I don’t want to write my memoirs because I don’t know how the story ends. I want to hang around and find out.

Osborne was born and raised in wealthy West London, the son of a Baronet and an alumnus of £20,000-a-year St Paul’s School. As Chancellor, he oversaw six years of disastrous austerity. Fixated on privatisation and trickle-down economics, many of the measures he implemented – such as cuts to tax credits, rising council tax charges, and the decimation of public sector jobs – disproportionately affected those outside of the affluent South East. This amounted to the largest series of cuts to public spending since the end of World War II.

His time in office was also marked by a consistent failure to deliver on targets. Initially promising to achieve a budget surplus by 2015, he was unable to do so, stretching the forecast to 2020. This shifting of goalposts did not succeed either, and Osborne was forced to perform an embarrassing climb-down after his budget of 2016.

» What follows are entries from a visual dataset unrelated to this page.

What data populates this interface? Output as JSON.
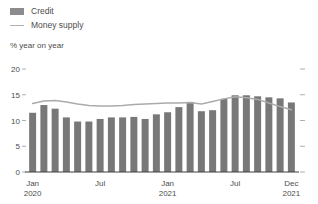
{
  "legend": {
    "items": [
      {
        "label": "Credit",
        "mark": "bar-swatch-icon",
        "color": "#787878"
      },
      {
        "label": "Money supply",
        "mark": "line-swatch-icon",
        "color": "#ababab"
      }
    ]
  },
  "axis_title": "% year on year",
  "chart_data": {
    "type": "bar",
    "title": "",
    "subtitle": "",
    "xlabel": "",
    "ylabel": "% year on year",
    "ylim": [
      0,
      20
    ],
    "yticks": [
      0,
      5,
      10,
      15,
      20
    ],
    "grid": false,
    "legend_position": "top-left",
    "categories": [
      "Jan 2020",
      "Feb 2020",
      "Mar 2020",
      "Apr 2020",
      "May 2020",
      "Jun 2020",
      "Jul 2020",
      "Aug 2020",
      "Sep 2020",
      "Oct 2020",
      "Nov 2020",
      "Dec 2020",
      "Jan 2021",
      "Feb 2021",
      "Mar 2021",
      "Apr 2021",
      "May 2021",
      "Jun 2021",
      "Jul 2021",
      "Aug 2021",
      "Sep 2021",
      "Oct 2021",
      "Nov 2021",
      "Dec 2021"
    ],
    "xtick_labels": [
      {
        "index": 0,
        "line1": "Jan",
        "line2": "2020"
      },
      {
        "index": 6,
        "line1": "Jul",
        "line2": ""
      },
      {
        "index": 12,
        "line1": "Jan",
        "line2": "2021"
      },
      {
        "index": 18,
        "line1": "Jul",
        "line2": ""
      },
      {
        "index": 23,
        "line1": "Dec",
        "line2": "2021"
      }
    ],
    "series": [
      {
        "name": "Credit",
        "type": "bar",
        "color": "#787878",
        "values": [
          11.5,
          13.0,
          12.3,
          10.6,
          9.8,
          9.8,
          10.3,
          10.6,
          10.6,
          10.7,
          10.3,
          11.2,
          11.6,
          12.6,
          13.6,
          11.8,
          12.0,
          14.2,
          14.9,
          14.9,
          14.7,
          14.5,
          14.3,
          13.5
        ]
      },
      {
        "name": "Money supply",
        "type": "line",
        "color": "#ababab",
        "values": [
          13.3,
          13.8,
          13.9,
          13.6,
          13.2,
          12.9,
          12.8,
          12.8,
          12.9,
          13.1,
          13.2,
          13.3,
          13.4,
          13.4,
          13.5,
          13.2,
          13.7,
          14.2,
          14.6,
          14.4,
          14.1,
          13.4,
          12.7,
          12.1
        ]
      }
    ]
  }
}
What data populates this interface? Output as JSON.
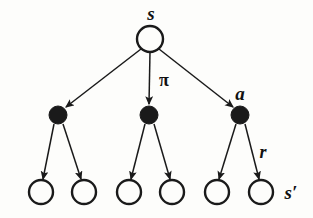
{
  "figure": {
    "kind": "backup-diagram",
    "background_color": "#fdfdfb",
    "ink_color": "#1a1a1a",
    "width": 313,
    "height": 218
  },
  "labels": {
    "root_state": "s",
    "policy": "π",
    "action": "a",
    "reward": "r",
    "next_state": "s′"
  },
  "label_positions": {
    "root_state": {
      "x": 151,
      "y": 13
    },
    "policy": {
      "x": 164,
      "y": 80
    },
    "action": {
      "x": 240,
      "y": 93
    },
    "reward": {
      "x": 263,
      "y": 152
    },
    "next_state": {
      "x": 291,
      "y": 192
    }
  },
  "nodes": {
    "root": {
      "id": "s",
      "type": "state",
      "x": 150,
      "y": 39,
      "r": 13,
      "fill": "#fdfdfb"
    },
    "actions": [
      {
        "id": "a1",
        "type": "action",
        "x": 58,
        "y": 115,
        "r": 9,
        "fill": "#1a1a1a"
      },
      {
        "id": "a2",
        "type": "action",
        "x": 149,
        "y": 115,
        "r": 9,
        "fill": "#1a1a1a"
      },
      {
        "id": "a3",
        "type": "action",
        "x": 240,
        "y": 115,
        "r": 9,
        "fill": "#1a1a1a"
      }
    ],
    "leaves": [
      {
        "id": "s1",
        "type": "state",
        "x": 41,
        "y": 192,
        "r": 12,
        "fill": "#fdfdfb"
      },
      {
        "id": "s2",
        "type": "state",
        "x": 84,
        "y": 192,
        "r": 12,
        "fill": "#fdfdfb"
      },
      {
        "id": "s3",
        "type": "state",
        "x": 129,
        "y": 192,
        "r": 12,
        "fill": "#fdfdfb"
      },
      {
        "id": "s4",
        "type": "state",
        "x": 172,
        "y": 192,
        "r": 12,
        "fill": "#fdfdfb"
      },
      {
        "id": "s5",
        "type": "state",
        "x": 217,
        "y": 192,
        "r": 12,
        "fill": "#fdfdfb"
      },
      {
        "id": "s6",
        "type": "state",
        "x": 261,
        "y": 192,
        "r": 12,
        "fill": "#fdfdfb"
      }
    ]
  },
  "edges": [
    {
      "from": "root",
      "to": "a1",
      "x1": 141,
      "y1": 49,
      "x2": 65,
      "y2": 108
    },
    {
      "from": "root",
      "to": "a2",
      "x1": 150,
      "y1": 52,
      "x2": 149,
      "y2": 105
    },
    {
      "from": "root",
      "to": "a3",
      "x1": 159,
      "y1": 49,
      "x2": 234,
      "y2": 108
    },
    {
      "from": "a1",
      "to": "s1",
      "x1": 54,
      "y1": 124,
      "x2": 43,
      "y2": 180
    },
    {
      "from": "a1",
      "to": "s2",
      "x1": 63,
      "y1": 124,
      "x2": 81,
      "y2": 180
    },
    {
      "from": "a2",
      "to": "s3",
      "x1": 145,
      "y1": 124,
      "x2": 131,
      "y2": 180
    },
    {
      "from": "a2",
      "to": "s4",
      "x1": 154,
      "y1": 124,
      "x2": 170,
      "y2": 180
    },
    {
      "from": "a3",
      "to": "s5",
      "x1": 236,
      "y1": 124,
      "x2": 219,
      "y2": 180
    },
    {
      "from": "a3",
      "to": "s6",
      "x1": 245,
      "y1": 124,
      "x2": 259,
      "y2": 180
    }
  ]
}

Having been unable to fulfil his brief once again, and with the deficit widening, he suffered the humiliation of a rebellion within his own party over £4.4bn of proposed cuts to disability benefits.

Such was his record of failure that, following the replacement of David Cameron by May at Number 10, Osborne found himself the first high-profile figure to be relieved of his position. Little has been heard from him since, yet unlike his former ally Cameron, he appears reluctant to relinquish a place in the public eye.

But his re-emergence has not been met with huge enthusiasm.

Read on...

Tied in with the faltering and expensive HS2 rail link scheme, Osborne’s vision for a Northen Powerhouse was claimed to be one in which the major northern cities – Manchester, Leeds, Liverpool, Nottingham, Hull, Newcastle, Sunderland – along with a collection of smaller towns, could come together to form an economic force to rival London.

After new Prime Minister Theresa May seemed to distance herself from the project, Osborne has acted on his own initiative. He will now chair the Northern Powerhouse Institute, holding regular meetings with senior politicians and businessmen, then lobbying government for investment. Again, reactions have not been altogether favourable:

Some see this as the first move in a ploy to raise his stock, and challenge for power:

For Theresa May, and those watching her as she seeks to distance herself publicly from the excesses of the Cameron era, Osborne’s re-emergence is a stark reminder of Conservatism’s dark heart.